SQL Server Best Practices
- Do not use the master database as a global repository for global data management purposes.
- Use Stored Procedures (SPROCs) for both reads and writes. It has living constructs, counting, decision making (then – else’s). You put a great amount lot of business logic inside SPROCs. A SPROC is faster than if SQL code is embedded as strings within the ASP code. A SPROC is compiled immediately. The database can optimize things easier if it’s in a SPROC. It does syntax checking. This may catch coding typos that otherwise may not be caught.
- Establish a naming convention for Stored Procedures. Upper and lower case and the underscore (_) may be used. The tool is NOT case sensitive when mixed case is used in a query.
- Do not use SP_xxxx for the naming convention for Stored Procedures because the master database uses this convention. You might accidentally use the same name as one of the standard stored procedures. If so, it will operate on the local database name before it goes to the master database.
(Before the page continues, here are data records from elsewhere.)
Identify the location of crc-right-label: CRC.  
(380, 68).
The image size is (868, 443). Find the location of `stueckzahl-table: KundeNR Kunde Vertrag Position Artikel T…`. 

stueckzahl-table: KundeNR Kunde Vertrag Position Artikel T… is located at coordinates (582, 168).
- Do not use "Select *" (= Select All) when asking for field names. It wastes SQL Server time, especially when the list of field names is long. Be explicit about which field(s) should be returned.
ADO Best Practices
OLE DB (Object Linking and Embedding Database) is more lightweight and advanced than ODBC (Open Database Connectivity) . It’s a faster technology that’s been available about 1-1/2 years. More and more OLE DB providers are becoming available.
- With OLE DB, use ConnectionString instead of a DSN (system, file, or user). A ConnectionString is much more portable.
- Use a Command or Connection object to execute Stored Procedures.
- Explicitly close the Connection and Recordset objects when you are finished with them to free up that Connection for the Recordset. Then set the object to nothing. Be sure to close them in that order.
- Protect each object by "On Error Resume Next/On Error Goto 0".